Spurred on by the land reform agenda driven by Holyrood, public authorities in Scotland are encouraged to transfer unused assets to local people. In Wester Hailes, another peripheral housing estate in Edinburgh, a community group has just been given £50,675 to buy land there for a community centre.
The Granton scheme came to life after local people began guerrilla gardening in unused fenced-off gardens on street corners in 2010.
Mary Mbae, a nurse, originally from Kenya, said there were now about 15 nationalities involved, including Nepalese, Pakistani, Polish and Irish migrants, and Kurdish and Syrian refugees, who plant crops such as chard, leeks, potatoes, tomatoes, buckwheat and a Kenyan variety of kale called sukuma.
They even grow wheat, grinding it for flour. “I think that’s how we ended up with a bakery,” she said.
Carey Doyle, of Community Land Scotland, said that Scotland’s community buyout laws take a “nuanced” approach to the public’s rights over private property which are unique in the UK.
The law gives communities first refusal on any land or building which comes up for sale, with some rights to force a sale, but there are strong legal tests. In all cases the community buy-out must be in the public interest and command significant local support.
The Scottish Land Commission, a government body, recommended the introduction of a compulsory sales order to force derelict land into active use. Activists had hoped that would be included in a new land reform bill due next year but they now fear ministers have dropped those measures.
A pledge by ministers to double the land fund pot to £20m a year remain unrealised but even so, Doyle said, CLS has been “inundated” with inquiries since the start of the Covid crisis, particularly in deprived urban areas. “People are trying to make things happen in their communities because it seems like no one else is,” she said. “It’s a very exciting time.”
Some of Scotland’s best buyouts
The Pyramid at Anderston, Glasgow
Built in 1968 as a church near the M8 in central Glasgow, the Pyramid was bought by local people in 2019 with land fund and lottery support, and converted into a community centre, hosting knitting groups, yoga classes, a youth theatre, choral singing and film screenings.
Machrihanish airbase
In 2012, locals on the Kintyre peninsula bought the cold war-era airbase at Machrihanish for £1 from the Ministry of Defence. Its 10,000ft runway is leased for short-haul air services and car rallies. It includes a US special forces base, now rented out to film-makers, hangars and self-storage in old munitions bunkers.

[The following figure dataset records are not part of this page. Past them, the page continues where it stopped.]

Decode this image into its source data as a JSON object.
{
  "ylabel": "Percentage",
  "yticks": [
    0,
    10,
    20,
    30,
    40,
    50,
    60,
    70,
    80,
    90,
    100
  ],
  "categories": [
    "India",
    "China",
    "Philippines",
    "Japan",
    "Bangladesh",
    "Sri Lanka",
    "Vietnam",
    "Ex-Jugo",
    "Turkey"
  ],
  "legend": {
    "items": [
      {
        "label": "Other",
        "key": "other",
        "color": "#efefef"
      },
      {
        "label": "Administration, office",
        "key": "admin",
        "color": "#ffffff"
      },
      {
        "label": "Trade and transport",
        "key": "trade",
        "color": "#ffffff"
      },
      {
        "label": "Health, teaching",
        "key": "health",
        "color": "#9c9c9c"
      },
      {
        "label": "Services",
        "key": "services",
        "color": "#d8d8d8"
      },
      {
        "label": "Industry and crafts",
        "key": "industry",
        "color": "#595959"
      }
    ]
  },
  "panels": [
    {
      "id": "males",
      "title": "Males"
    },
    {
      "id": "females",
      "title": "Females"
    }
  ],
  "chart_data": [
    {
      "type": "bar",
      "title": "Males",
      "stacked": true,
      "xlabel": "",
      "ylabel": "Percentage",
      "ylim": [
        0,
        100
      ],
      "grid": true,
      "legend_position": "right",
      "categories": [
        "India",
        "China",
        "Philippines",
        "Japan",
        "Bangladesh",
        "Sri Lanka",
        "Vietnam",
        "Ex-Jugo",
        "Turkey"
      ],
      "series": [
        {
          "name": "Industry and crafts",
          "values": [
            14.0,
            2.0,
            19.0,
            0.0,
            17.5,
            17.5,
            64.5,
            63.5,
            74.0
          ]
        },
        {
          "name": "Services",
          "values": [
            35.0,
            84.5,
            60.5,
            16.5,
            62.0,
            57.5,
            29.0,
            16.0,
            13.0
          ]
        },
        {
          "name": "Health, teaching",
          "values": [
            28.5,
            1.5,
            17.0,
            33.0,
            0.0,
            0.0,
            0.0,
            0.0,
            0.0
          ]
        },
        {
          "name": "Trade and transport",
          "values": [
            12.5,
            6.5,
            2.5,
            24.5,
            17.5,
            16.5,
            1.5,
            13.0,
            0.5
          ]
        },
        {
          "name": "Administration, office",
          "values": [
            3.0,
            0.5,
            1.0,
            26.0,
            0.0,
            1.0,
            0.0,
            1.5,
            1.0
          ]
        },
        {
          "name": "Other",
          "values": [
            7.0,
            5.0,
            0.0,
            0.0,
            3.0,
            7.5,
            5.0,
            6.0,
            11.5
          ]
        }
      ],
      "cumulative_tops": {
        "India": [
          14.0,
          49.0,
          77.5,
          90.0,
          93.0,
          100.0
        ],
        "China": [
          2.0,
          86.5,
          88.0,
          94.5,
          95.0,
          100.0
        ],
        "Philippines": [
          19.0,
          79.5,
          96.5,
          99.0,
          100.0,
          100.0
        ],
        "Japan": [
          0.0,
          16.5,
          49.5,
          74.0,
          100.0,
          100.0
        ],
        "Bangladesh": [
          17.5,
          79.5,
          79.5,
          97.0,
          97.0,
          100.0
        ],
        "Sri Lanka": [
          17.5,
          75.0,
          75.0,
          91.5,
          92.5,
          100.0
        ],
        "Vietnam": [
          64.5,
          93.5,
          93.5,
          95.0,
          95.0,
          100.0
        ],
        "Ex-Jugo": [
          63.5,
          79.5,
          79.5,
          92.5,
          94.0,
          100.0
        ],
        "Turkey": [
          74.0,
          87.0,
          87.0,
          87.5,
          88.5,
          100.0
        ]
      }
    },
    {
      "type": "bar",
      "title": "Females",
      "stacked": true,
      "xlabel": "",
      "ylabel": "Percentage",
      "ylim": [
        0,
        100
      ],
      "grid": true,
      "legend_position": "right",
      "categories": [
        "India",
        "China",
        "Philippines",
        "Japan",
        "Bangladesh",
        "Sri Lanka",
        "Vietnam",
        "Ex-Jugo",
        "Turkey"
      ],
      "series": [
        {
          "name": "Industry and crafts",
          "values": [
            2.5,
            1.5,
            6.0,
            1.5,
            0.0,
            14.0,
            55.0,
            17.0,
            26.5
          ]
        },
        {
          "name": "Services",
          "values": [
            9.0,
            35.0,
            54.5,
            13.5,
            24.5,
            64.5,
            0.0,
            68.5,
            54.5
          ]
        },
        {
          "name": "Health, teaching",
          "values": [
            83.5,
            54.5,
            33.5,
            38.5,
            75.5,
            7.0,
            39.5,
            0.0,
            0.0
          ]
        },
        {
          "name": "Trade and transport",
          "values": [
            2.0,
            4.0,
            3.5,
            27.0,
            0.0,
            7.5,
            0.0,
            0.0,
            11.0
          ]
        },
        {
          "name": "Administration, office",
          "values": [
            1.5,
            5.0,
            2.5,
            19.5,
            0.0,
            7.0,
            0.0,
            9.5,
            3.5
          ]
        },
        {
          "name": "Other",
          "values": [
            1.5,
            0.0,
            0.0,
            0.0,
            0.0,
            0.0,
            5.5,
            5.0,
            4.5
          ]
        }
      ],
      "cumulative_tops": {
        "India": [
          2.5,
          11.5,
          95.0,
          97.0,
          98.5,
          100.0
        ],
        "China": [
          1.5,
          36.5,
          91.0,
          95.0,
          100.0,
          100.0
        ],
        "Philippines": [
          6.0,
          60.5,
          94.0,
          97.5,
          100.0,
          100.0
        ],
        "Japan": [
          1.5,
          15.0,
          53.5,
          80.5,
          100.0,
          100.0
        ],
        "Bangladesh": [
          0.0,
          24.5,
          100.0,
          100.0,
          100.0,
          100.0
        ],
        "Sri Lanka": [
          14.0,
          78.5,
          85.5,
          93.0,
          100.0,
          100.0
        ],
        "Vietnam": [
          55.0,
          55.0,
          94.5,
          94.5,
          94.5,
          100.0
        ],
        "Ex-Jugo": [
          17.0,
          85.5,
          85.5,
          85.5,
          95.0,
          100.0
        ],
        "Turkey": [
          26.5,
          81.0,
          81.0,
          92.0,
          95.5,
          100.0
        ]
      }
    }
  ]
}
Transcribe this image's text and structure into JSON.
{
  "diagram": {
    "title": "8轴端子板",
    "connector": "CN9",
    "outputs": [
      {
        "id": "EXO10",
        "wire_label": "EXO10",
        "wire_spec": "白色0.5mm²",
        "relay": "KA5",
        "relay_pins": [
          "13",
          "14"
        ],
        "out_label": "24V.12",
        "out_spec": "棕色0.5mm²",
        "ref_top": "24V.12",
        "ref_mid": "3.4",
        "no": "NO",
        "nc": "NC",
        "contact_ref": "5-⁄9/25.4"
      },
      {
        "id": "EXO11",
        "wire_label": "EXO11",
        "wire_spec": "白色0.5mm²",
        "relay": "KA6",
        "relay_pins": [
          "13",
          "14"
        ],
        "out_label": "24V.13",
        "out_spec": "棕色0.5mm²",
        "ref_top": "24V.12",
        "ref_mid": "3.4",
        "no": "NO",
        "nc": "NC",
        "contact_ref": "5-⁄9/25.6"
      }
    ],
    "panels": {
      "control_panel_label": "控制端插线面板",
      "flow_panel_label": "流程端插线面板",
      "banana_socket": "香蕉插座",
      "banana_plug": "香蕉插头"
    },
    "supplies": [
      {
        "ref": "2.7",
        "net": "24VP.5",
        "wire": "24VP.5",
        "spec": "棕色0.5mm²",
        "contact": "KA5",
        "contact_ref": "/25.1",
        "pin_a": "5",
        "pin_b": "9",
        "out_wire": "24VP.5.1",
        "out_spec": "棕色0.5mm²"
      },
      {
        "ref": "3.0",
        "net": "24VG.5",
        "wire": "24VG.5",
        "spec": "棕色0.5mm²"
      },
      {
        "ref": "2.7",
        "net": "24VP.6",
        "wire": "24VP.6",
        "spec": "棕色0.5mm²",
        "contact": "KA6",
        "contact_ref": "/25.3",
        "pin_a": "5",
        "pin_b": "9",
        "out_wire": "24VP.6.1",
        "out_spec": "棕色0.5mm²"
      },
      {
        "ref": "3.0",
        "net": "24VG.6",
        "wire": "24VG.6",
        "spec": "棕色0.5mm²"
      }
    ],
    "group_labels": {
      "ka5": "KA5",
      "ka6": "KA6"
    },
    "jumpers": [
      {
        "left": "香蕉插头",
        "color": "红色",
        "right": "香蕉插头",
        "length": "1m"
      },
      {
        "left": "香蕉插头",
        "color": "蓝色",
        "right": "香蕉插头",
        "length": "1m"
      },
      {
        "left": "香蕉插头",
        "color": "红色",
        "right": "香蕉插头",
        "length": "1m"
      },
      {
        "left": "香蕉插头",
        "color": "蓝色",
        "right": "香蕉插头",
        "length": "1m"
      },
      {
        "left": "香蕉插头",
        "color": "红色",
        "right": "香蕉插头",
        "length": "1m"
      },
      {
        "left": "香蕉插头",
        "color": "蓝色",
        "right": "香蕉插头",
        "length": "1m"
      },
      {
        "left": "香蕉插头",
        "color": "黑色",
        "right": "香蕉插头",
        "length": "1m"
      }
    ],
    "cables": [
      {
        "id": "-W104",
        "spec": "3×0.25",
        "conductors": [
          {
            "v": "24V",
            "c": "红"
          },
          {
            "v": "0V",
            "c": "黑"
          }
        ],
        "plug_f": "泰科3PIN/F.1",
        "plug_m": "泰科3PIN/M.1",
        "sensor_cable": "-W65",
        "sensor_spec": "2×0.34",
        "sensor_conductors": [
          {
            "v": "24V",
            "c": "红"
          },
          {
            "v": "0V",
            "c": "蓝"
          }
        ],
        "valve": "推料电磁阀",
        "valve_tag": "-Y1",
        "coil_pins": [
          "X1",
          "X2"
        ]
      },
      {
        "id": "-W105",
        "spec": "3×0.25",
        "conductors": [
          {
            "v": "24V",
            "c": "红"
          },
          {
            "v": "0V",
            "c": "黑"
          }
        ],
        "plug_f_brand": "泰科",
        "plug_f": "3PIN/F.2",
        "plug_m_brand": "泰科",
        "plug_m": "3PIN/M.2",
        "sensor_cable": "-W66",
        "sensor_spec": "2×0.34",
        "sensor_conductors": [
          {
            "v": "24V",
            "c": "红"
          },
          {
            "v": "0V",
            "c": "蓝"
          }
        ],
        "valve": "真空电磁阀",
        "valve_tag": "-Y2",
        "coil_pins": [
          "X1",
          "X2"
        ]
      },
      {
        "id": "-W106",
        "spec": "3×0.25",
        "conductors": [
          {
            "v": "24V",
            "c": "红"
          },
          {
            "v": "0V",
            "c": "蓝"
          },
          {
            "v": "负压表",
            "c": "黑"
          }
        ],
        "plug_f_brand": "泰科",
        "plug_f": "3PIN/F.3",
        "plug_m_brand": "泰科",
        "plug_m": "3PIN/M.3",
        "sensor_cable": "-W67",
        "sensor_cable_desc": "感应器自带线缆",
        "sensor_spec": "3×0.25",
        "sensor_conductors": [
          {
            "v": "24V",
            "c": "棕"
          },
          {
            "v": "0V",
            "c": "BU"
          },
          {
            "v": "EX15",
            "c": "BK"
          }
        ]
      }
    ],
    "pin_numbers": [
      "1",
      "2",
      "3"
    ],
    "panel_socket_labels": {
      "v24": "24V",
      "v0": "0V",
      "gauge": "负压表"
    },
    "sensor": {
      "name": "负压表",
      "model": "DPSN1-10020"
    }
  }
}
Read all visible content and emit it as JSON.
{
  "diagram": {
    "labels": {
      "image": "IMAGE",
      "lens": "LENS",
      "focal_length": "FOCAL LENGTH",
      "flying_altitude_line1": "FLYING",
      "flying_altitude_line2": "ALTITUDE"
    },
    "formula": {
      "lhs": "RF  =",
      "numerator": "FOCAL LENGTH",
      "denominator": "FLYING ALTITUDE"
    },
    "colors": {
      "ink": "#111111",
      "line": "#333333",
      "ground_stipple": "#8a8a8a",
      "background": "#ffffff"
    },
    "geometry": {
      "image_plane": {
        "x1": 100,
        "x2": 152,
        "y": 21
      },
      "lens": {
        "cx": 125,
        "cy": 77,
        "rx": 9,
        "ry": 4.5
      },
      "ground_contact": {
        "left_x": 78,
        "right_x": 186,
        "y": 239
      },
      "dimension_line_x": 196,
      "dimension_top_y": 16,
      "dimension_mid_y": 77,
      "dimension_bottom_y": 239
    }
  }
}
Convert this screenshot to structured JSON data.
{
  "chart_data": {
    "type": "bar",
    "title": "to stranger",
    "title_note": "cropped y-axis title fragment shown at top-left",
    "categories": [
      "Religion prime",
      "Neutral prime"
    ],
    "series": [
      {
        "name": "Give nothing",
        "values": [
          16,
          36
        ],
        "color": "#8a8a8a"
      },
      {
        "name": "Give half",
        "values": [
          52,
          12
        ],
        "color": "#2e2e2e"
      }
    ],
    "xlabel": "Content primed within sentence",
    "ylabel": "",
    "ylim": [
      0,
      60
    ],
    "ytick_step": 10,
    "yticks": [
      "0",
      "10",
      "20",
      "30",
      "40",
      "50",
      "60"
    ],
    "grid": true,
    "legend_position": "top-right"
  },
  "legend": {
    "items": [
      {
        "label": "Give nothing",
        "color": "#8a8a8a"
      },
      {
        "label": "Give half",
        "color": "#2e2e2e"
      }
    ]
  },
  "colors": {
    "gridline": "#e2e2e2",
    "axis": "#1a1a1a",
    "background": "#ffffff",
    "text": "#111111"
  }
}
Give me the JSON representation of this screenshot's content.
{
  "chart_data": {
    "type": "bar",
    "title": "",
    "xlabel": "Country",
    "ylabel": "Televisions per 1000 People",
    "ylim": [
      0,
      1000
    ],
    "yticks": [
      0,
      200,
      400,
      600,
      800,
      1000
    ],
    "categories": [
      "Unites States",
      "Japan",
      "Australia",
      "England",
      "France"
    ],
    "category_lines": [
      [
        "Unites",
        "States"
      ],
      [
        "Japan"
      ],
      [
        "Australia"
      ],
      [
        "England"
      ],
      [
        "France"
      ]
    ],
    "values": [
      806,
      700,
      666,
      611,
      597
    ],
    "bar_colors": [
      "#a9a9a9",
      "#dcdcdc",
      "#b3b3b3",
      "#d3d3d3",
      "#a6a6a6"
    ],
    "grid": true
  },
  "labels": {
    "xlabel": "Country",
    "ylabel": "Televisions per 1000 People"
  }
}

Cardowan park, North Lanarkshire
In 2023, locals in Cardowan near Stepps in North Lanarkshire blocked the auction of a playpark built on an old colliery pithead. Cardowan Community Meadow will take ownership of it in February 2024 to create a wildlife friendly park with land fund and Co-op financing.
The Old Police Station, Langholm
Villagers in Langholm bought a former police station, complete with holding cells, in 2021 and converted it into four affordable and energy efficient homes for rent. Dumfries and Galloway council made an asset transfer to a community trust, part-funded by a tax on second homes.